Brook had shifted the rails there often before--fifteen years ago--perhaps the selfsame rails, for stringy-bark lasts long; and the action brought the past near to him--nearer than he wished. He did not like to think of that hungry, wretched selection existence; he felt more contempt than pity for the old-fashioned, unhappy boy, who used to let down the rails there, and drive the cattle through.

He had spent those fifteen years in cities, and had come here, prompted more by curiosity than anything else, to have a quiet holiday. His father was dead; his other relations had moved away, leaving a tenant on the old selection.

Brook rested his elbow on the top rail of an adjacent panel and watched the cattle pa.s.s, and thought until Lizzie--the tenant's niece--shoved the red steer through and stood gravely regarding him (Brook, and not the steer); then he shifted his back to the fence and looked at her.

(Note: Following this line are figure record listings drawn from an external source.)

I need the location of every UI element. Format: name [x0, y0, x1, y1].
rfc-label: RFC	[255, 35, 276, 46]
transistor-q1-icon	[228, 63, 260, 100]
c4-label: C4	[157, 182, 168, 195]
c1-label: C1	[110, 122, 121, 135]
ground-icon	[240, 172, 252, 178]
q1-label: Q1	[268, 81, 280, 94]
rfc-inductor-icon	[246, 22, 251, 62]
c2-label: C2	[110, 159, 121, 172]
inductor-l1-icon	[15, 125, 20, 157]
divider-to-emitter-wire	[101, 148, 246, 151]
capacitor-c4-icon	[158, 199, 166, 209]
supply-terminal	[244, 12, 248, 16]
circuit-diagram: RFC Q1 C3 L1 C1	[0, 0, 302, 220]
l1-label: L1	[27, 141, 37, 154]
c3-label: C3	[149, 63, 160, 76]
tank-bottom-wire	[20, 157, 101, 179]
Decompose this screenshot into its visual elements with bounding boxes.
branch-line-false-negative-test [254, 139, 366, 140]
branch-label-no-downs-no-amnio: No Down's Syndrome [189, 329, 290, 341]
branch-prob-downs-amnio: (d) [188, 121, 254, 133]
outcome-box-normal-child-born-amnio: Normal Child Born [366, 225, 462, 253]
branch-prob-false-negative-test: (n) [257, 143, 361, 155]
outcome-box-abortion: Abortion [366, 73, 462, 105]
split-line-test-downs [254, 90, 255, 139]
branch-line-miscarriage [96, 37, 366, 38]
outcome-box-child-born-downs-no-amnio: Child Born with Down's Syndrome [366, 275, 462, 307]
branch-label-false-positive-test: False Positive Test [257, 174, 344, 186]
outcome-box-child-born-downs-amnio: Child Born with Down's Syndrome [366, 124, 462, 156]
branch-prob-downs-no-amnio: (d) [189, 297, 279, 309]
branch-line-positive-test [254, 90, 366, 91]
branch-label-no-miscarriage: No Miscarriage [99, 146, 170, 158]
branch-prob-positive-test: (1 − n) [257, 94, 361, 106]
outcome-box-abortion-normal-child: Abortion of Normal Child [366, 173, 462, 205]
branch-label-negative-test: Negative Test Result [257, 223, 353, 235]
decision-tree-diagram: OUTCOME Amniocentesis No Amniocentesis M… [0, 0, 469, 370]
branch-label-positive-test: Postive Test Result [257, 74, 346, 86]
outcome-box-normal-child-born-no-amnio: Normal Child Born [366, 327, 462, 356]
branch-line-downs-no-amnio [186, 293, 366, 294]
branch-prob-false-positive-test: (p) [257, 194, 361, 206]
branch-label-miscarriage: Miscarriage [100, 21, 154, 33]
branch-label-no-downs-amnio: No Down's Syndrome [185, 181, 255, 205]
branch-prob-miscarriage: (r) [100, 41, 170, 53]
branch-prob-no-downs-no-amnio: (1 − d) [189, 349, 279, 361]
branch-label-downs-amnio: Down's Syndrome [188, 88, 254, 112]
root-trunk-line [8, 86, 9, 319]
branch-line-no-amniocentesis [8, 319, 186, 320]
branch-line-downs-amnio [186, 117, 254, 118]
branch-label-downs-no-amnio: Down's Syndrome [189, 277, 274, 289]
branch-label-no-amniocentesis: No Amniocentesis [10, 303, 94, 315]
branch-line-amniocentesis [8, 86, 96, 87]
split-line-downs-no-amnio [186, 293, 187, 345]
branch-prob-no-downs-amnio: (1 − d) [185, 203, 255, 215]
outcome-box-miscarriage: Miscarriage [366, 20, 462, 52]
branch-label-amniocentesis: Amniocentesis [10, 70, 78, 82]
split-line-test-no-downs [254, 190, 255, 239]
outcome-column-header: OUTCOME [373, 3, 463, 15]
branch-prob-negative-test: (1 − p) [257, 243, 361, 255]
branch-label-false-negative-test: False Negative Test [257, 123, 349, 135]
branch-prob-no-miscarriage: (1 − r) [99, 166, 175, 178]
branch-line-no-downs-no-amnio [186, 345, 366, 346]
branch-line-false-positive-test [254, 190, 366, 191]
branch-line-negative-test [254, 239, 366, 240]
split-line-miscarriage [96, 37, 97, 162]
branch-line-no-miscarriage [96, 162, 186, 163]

He had not much to look at: a short, plain, thin girl of nineteen, with rather vacant grey eyes, dark ringlets, and freckles; she had no complexion to speak of; she wore an ill-fitting print frock, and a pair of men's 'lastic-sides several sizes too large for her. She was "studying for a school-teacher;" that was the height of the ambition of local youth. Brook was studying her.

He turned away to put up the rails. The lower rail went into its place all right, but the top one had got jammed, and it stuck as though it was spiked. He worked the rail up and down and to and fro, took it under his arm and tugged it; but he might as well have pulled at one of the posts. Then he lifted the loose end as high as he could, and let it fall--jumping back out of the way at the same time; this loosened it, but when he lifted it again it slid so easily and far into its socket that the other end came out and fell, barking Brook's knee. He swore a little, then tackled the rail again; he had the same trouble as before with the other end, but succeeded at last. Then he turned away, rubbing his knee.

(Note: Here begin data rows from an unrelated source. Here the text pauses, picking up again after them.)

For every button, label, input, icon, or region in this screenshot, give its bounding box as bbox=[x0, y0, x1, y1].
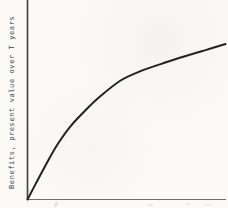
benefits-curve bbox=[28, 44, 226, 200]
benefits-curve-figure: Benefits, present value over T years bbox=[0, 0, 228, 208]
cropped-x-label-remnant bbox=[186, 203, 190, 205]
cropped-x-label-remnant bbox=[148, 204, 153, 206]
cropped-x-label-remnant bbox=[205, 204, 211, 206]
y-axis-label: Benefits, present value over T years bbox=[4, 2, 20, 202]
chart-svg bbox=[0, 0, 228, 208]
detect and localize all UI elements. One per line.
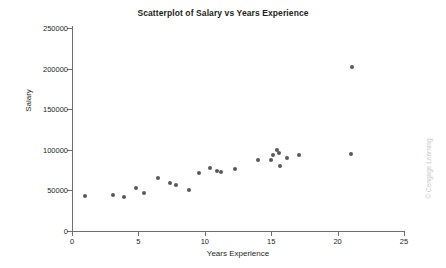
y-axis-tick-label: 200000 — [8, 64, 68, 73]
x-axis-tick-label: 5 — [118, 237, 158, 246]
data-point — [269, 158, 273, 162]
x-axis-tick — [404, 231, 405, 236]
data-point — [297, 153, 301, 157]
x-axis-tick-label: 25 — [384, 237, 424, 246]
data-point — [122, 195, 126, 199]
x-axis-tick-label: 0 — [52, 237, 92, 246]
x-axis-tick — [338, 231, 339, 236]
data-point — [174, 183, 178, 187]
x-axis-tick — [271, 231, 272, 236]
data-point — [285, 156, 289, 160]
x-axis-title: Years Experience — [72, 249, 404, 258]
scatter-chart-figure: Scatterplot of Salary vs Years Experienc… — [0, 0, 446, 268]
x-axis-tick — [138, 231, 139, 236]
x-axis-tick-label: 20 — [318, 237, 358, 246]
x-axis-tick-label: 15 — [251, 237, 291, 246]
data-point — [256, 158, 260, 162]
data-point — [142, 191, 146, 195]
y-axis-tick-label: 0 — [8, 227, 68, 236]
x-axis-tick — [205, 231, 206, 236]
data-point — [349, 152, 353, 156]
copyright-watermark: © Cengage Learning — [425, 129, 432, 209]
x-axis-tick-label: 10 — [185, 237, 225, 246]
chart-title: Scatterplot of Salary vs Years Experienc… — [0, 8, 446, 18]
x-axis-line — [71, 231, 405, 232]
plot-area — [72, 28, 404, 231]
data-point — [187, 188, 191, 192]
y-axis-title: Salary — [24, 61, 33, 141]
y-axis-tick-label: 50000 — [8, 186, 68, 195]
y-axis-tick-label: 150000 — [8, 105, 68, 114]
data-point — [219, 170, 223, 174]
x-axis-tick — [72, 231, 73, 236]
y-axis-tick-label: 100000 — [8, 145, 68, 154]
data-point — [134, 186, 138, 190]
y-axis-tick-label: 250000 — [8, 24, 68, 33]
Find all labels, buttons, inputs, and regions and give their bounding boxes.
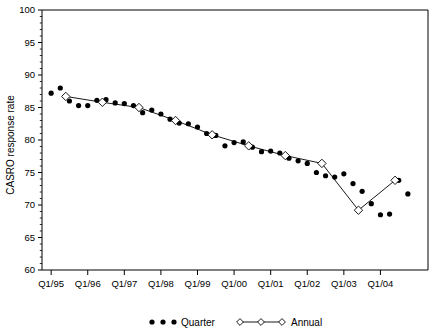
quarter-point <box>332 174 337 179</box>
quarter-point <box>158 111 163 116</box>
quarter-point <box>231 140 236 145</box>
axes <box>42 10 428 270</box>
quarter-point <box>122 101 127 106</box>
y-tick-label-80: 80 <box>24 134 35 145</box>
x-tick-label-Q1/98: Q1/98 <box>148 278 174 289</box>
legend-quarter-label: Quarter <box>181 317 216 328</box>
casro-response-rate-chart: CASRO response rate 6065707580859095100 … <box>0 0 436 336</box>
quarter-point <box>405 191 410 196</box>
x-tick-label-Q1/97: Q1/97 <box>111 278 137 289</box>
quarter-point <box>314 170 319 175</box>
y-axis-label-text: CASRO response rate <box>5 95 16 195</box>
y-tick-label-70: 70 <box>24 199 35 210</box>
quarter-point <box>305 161 310 166</box>
quarter-point <box>378 212 383 217</box>
axis-frame <box>42 10 428 270</box>
annual-line-path <box>66 96 395 210</box>
quarter-point <box>341 171 346 176</box>
quarter-point <box>222 143 227 148</box>
x-tick-label-Q1/03: Q1/03 <box>331 278 357 289</box>
annual-point <box>318 159 326 167</box>
x-tick-label-Q1/99: Q1/99 <box>185 278 211 289</box>
quarter-point <box>195 124 200 129</box>
quarter-point <box>58 85 63 90</box>
quarter-point <box>350 181 355 186</box>
legend-quarter-dot-1 <box>149 319 154 324</box>
y-tick-label-75: 75 <box>24 167 35 178</box>
quarter-point <box>387 212 392 217</box>
chart-canvas: CASRO response rate 6065707580859095100 … <box>0 0 436 336</box>
legend-annual-label: Annual <box>291 317 322 328</box>
x-tick-label-Q1/01: Q1/01 <box>258 278 284 289</box>
legend: Quarter Annual <box>149 317 322 328</box>
quarter-point <box>149 108 154 113</box>
x-tick-label-Q1/02: Q1/02 <box>294 278 320 289</box>
legend-annual-diamond-2 <box>258 319 265 326</box>
x-axis-ticks: Q1/95Q1/96Q1/97Q1/98Q1/99Q1/00Q1/01Q1/02… <box>38 270 393 289</box>
annual-series-points <box>62 92 400 214</box>
y-tick-label-95: 95 <box>24 37 35 48</box>
quarter-point <box>85 103 90 108</box>
quarter-point <box>323 173 328 178</box>
x-tick-label-Q1/95: Q1/95 <box>38 278 64 289</box>
x-tick-label-Q1/96: Q1/96 <box>75 278 101 289</box>
quarter-point <box>241 139 246 144</box>
y-tick-label-60: 60 <box>24 264 35 275</box>
quarter-point <box>49 91 54 96</box>
y-tick-label-100: 100 <box>19 4 35 15</box>
quarter-point <box>259 149 264 154</box>
y-tick-label-85: 85 <box>24 102 35 113</box>
quarter-point <box>113 100 118 105</box>
legend-item-quarter: Quarter <box>149 317 215 328</box>
legend-annual-diamond-1 <box>237 319 244 326</box>
legend-item-annual: Annual <box>237 317 323 328</box>
quarter-point <box>186 121 191 126</box>
quarter-point <box>76 103 81 108</box>
quarter-point <box>268 148 273 153</box>
y-tick-label-65: 65 <box>24 232 35 243</box>
x-tick-label-Q1/00: Q1/00 <box>221 278 247 289</box>
quarter-point <box>140 110 145 115</box>
quarter-point <box>360 189 365 194</box>
annual-series-line <box>66 96 395 210</box>
y-axis-ticks: 6065707580859095100 <box>19 4 42 275</box>
legend-quarter-dot-3 <box>171 319 176 324</box>
legend-annual-diamond-3 <box>279 319 286 326</box>
quarter-point <box>296 158 301 163</box>
quarter-point <box>369 201 374 206</box>
x-tick-label-Q1/04: Q1/04 <box>367 278 393 289</box>
legend-quarter-dot-2 <box>160 319 165 324</box>
y-axis-label: CASRO response rate <box>5 95 16 195</box>
y-tick-label-90: 90 <box>24 69 35 80</box>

Lizzie hadn't smiled, not once; she watched him gravely all the while.

"Did you hurt your knee?" she asked, without emotion.

"No. The rail did."

She reflected solemnly for a while, and then asked him if it felt sore.

He replied rather briefly in the negative.

"They were always nasty, awkward rails to put up," she remarked, after some more reflection.

Brook agreed, and then they turned their faces towards the homestead.

Half-way down the sidling was a clump of saplings, with a big log lying amongst them. Here Brook paused. "We'll sit down for a while and have a rest," said he. "Sit down, Lizzie."

She obeyed with the greatest of gravity. Nothing was said for awhile.

She sat with her hands folded in her lap, gazing thoughtfully at the ridge, which was growing dim. It looked better when it was dim, and so did the rest of the scenery. There was no beauty lost when darkness hid the scenery altogether. Brook wondered what the girl was thinking about.

The silence between them did not seem awkward, somehow; but it didn't suit him just then, and so presently he broke it.

"Well, I must go to-morrow."

"Must you?"

"Yes."

She thought awhile, and then she asked him if he was glad to go.

"Well, I don't know. Are you sorry, Lizzie?"

She thought a good long while, and then she said she was.

He moved closer to the girl, and suddenly slipped his arm round her waist. She did not seem agitated; she still gazed dreamily at the line of ridges, but her head inclined slightly towards him.

"Lizzie, did you ever love anyone?"--then antic.i.p.ating the usual reply--"except, of course, your father and mother, and all that sort of thing." Then, abruptly: "I mean did you ever have a sweetheart?"

She reflected, so as to be sure; then she said she hadn't. Long pause, and he, the city man, breathed hard--not the girl. Suddenly he moved nervously, and said:

"Lizzie--Lizzie! Do you know what love means?"

She pondered over this for some minutes, as a result of which she said she thought that she did.

"Lizzie! Do you think you can love me?"

She didn't seem able to find an answer to that. So he caught her to him in both arms, and kissed her hard and long on the mouth. She was agitated now--he had some complexion now; she struggled to her feet, trembling.